Chilon, son of Damagetas, was a Lacedaemonian. He wrote a poem in elegiac metre some 200 lines in length; and he declared that the excellence of a man is to divine the future so far as it can be grasped by reason. When his brother grumbled that he was not made ephor as Chilon was, the latter replied, "I know how to submit to injustice and you do not." He was made ephor in the 55th Olympiad; Pamphila, however, says the 56th. He first became ephor, according to Sosicrates, in the archonship of Euthydemus. He first proposed the appointment of ephors as auxiliaries to the kings, though Satyrus says this was done by Lycurgus. 55
As Herodotus relates in his first book, when Hippocrates was sacrificing at Olympia and his cauldrons boiled of their own accord, it was Chilon who advised him not to marry, or, if he had a wife, to divorce her and disown his children. The tale is also told that he inquired of Aesop what Zeus was doing and received the answer: "He is humbling the proud and exalting the humble." Being asked wherein lies the difference between the educated and the uneducated, Chilon answered, "In good hope." What is hard? "To keep a secret, to employ leisure well, to be able to bear an injury." These again are some of his precepts: To control the tongue, especially at a banquet. Not to abuse our neighbours, for if you do, things will be said about you which you will regret. Do not use threats to any one; for that is womanish. Be more ready to visit friends in adversity than in prosperity. Do not make an extravagant marriage. De mortuis nil nisi bonum . Honour old age. Consult your own safety. Prefer a loss to a dishonest gain: the one brings pain at the moment, the other for all time. Do not laugh at another's misfortune. When strong, be merciful, if you would have the respect, not the fear, of your neighbours.

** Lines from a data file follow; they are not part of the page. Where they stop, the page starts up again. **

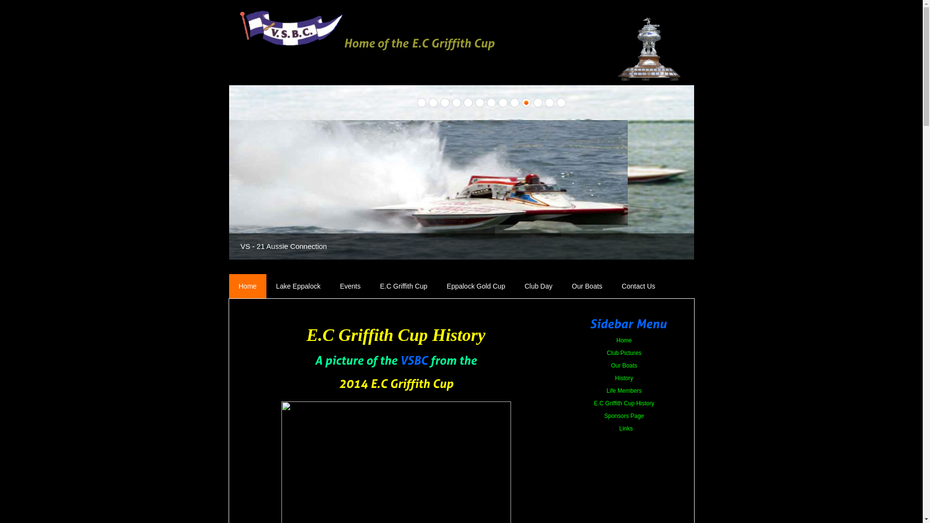 The height and width of the screenshot is (523, 930). Describe the element at coordinates (622, 404) in the screenshot. I see `E.C Griffith Cup History` at that location.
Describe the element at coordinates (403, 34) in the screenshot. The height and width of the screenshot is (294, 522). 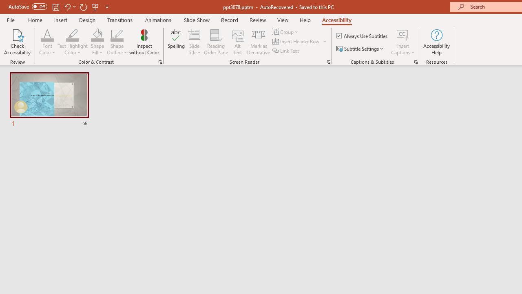
I see `Insert Captions` at that location.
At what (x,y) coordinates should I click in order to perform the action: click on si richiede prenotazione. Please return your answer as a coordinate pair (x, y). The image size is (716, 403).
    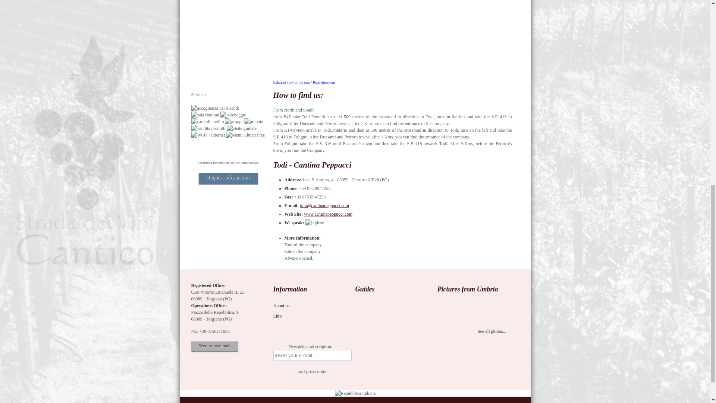
    Looking at the image, I should click on (254, 122).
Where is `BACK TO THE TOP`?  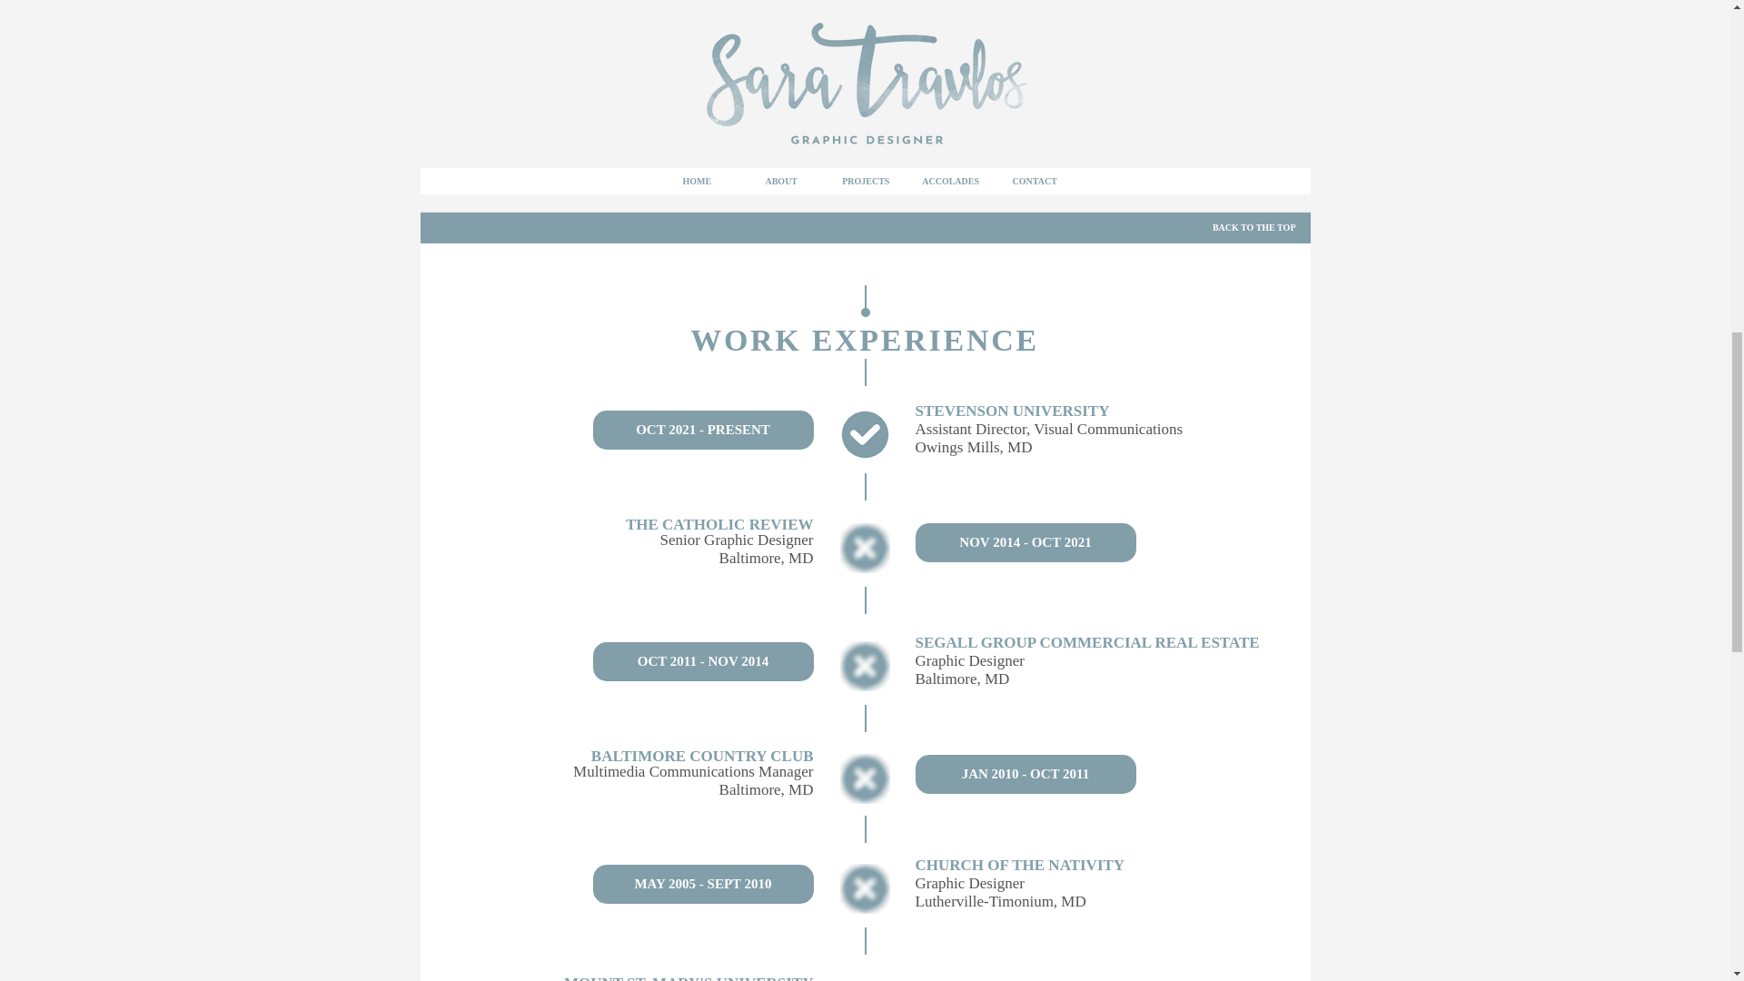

Learn to be a wise master in your own house. Let not your tongue outrun your thought. Control anger. Do not hate divination. Do not aim at impossibilities. Let no one see you in a hurry. Gesticulation in speaking should be avoided as a mark of insanity. Obey the laws. Be restful.

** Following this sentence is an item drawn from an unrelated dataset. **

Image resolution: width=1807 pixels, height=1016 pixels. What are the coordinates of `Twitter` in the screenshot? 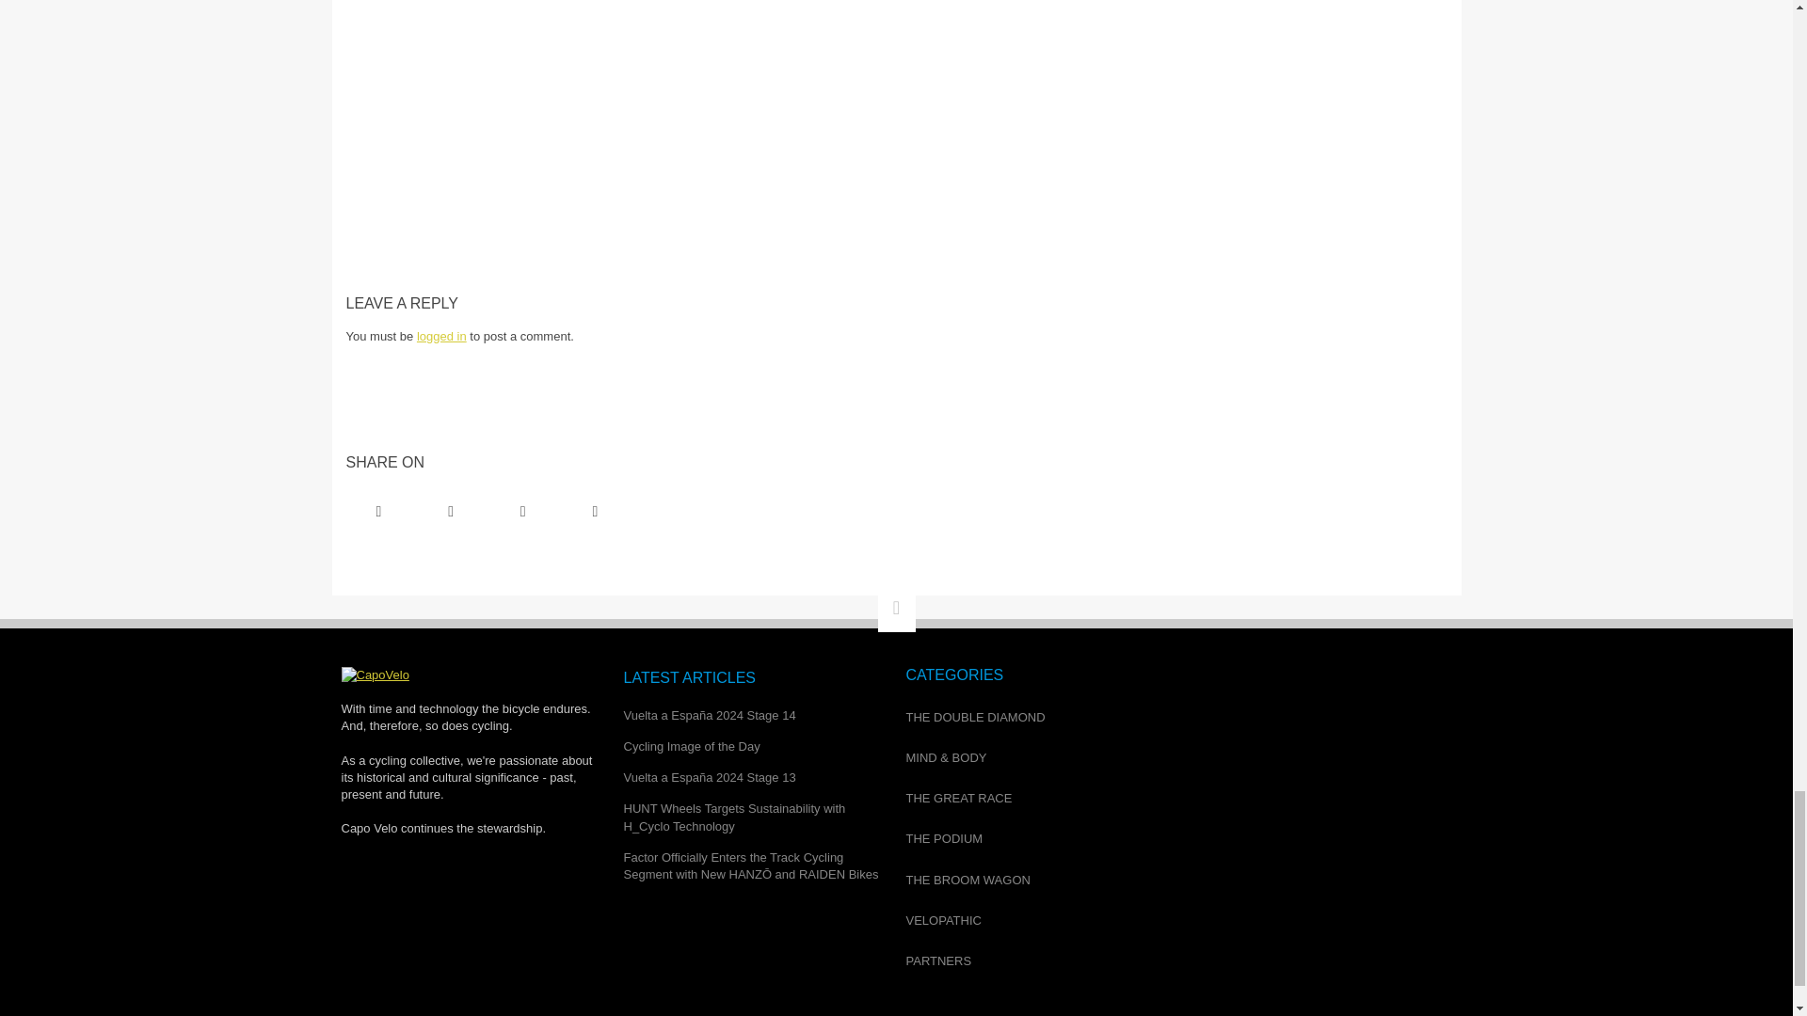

Of his songs the most popular is the following: "By the whetstone gold is tried, giving manifest proof; and by gold is the mind of good and evil men brought to the test." He is reported to have said in his old age that he was not aware of having ever broken the law throughout his life; but on one point he was not quite clear. In a suit in which a friend of his was concerned he himself pronounced sentence according to the law, but he persuaded his colleague who was his friend to acquit the accused, in order at once to maintain the law and yet not to lose his friend.
He became very famous in Greece by his warning about the island of Cythera off the Laconian coast. For, becoming acquainted with the nature of the island, he exclaimed: "Would it had never been placed there, or else had been sunk in the depths of the sea." And this was a wise warning; for Demaratus, when an exile from Sparta, advised Xerxes to anchor his fleet off the island; and if Xerxes had taken the advice Greece would have been conquered. Later, in the Peloponnesian war, Nicias reduced the island and placed an Athenian garrison there, and did the Lacedaemonians much mischief.
He was a man of few words; hence Aristagoras of Miletus calls this style of speaking Chilonean.. . . is of Branchus, founder of the temple at Branchidae. Chilon was an old man about the 52nd Olympiad, when Aesop the fabulist was flourishing. According to Hermippus, his death took place at Pisa, just after he had congratulated his son on an Olympic victory in boxing. It was due to excess of joy coupled with the weakness of a man stricken in years. And all present joined in the funeral procession.
I have written an epitaph on him also, which runs as follows: 56
I praise thee, Pollux, for that Chilon's son
By boxing feats the olive chaplet won.
Nor at the father's fate should we repine;
He died of joy; may such a death be mine.